DelMarVa's Premier Source for News, Opinion, Analysis, and Human Interest Contact Publisher Joe Albero at alberobutzo@wmconnect.com or 410-430-5349
Popular Posts
▼
Saturday, January 12, 2013
So-Called Free Trade Is Destroying Our National Manufacturing Base
According to a new report by the National Bureau of Economic Research, free trade relations with China, beginning in 2000, are responsible for killing off 30% of the manufacturing jobs we had in this nation. You can see this decline in the raw numbers. Around 2001, there were 17 million manufacturing jobs in America. Today, that’s collapsed to 11.5 million. And, according to the Economic Policy Institute, nearly 3 million of those lost manufacturing jobs went directly to China since 2001. Thanks to so-called Free Trade, our "job creators" are exporting those crucial blue-collar jobs that once sustained a prosperous middle class, from the end of World War 2 all the way until the 1980’s. And without those jobs, Americans are forced into the minimum wage service sector, asking, “Would you like Fries with that?” or greeting people at the door saying, “Welcome to Wal-Mart.” This is exactly what the transnational billionaires who push for these trade agreements want. And until we drop out of these so-called free trade agreements, and once again begin protecting domestic manufacturing with tariffs or VAT taxes – the middle class will continue to shrink – and America will look more and more like a Third-World nation.
Duh, Ross Perot told us this would happen 20 years ago. The sheep voted for those who do the bidding of the super rich anyway. Would you like fries with that?
ReplyDeleteWhat the author of this post leaves out is that service sector jobs pay more than manufacturing jobs. No child wants to work in a factory when he or she grows up.
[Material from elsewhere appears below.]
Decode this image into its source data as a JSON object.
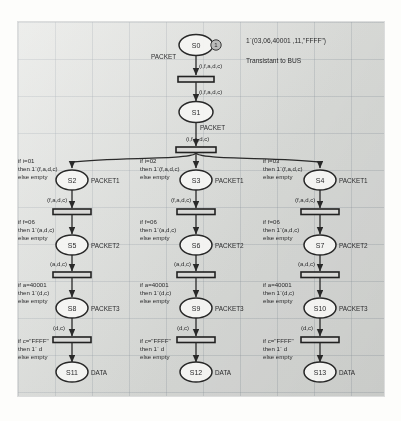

They want to be a doctor or lawyer or teacher. All those professions are service sector jobs.
ReplyDeleteAlso, U.S. manufacturing output is higher today than it was 10 years ago. Yes, there are fewer jobs, but the U.S. manufactures more. It's not free trade that's killing manufacturing jobs; it's automation. These jobs aren't shipped to China, they are being done here by machines.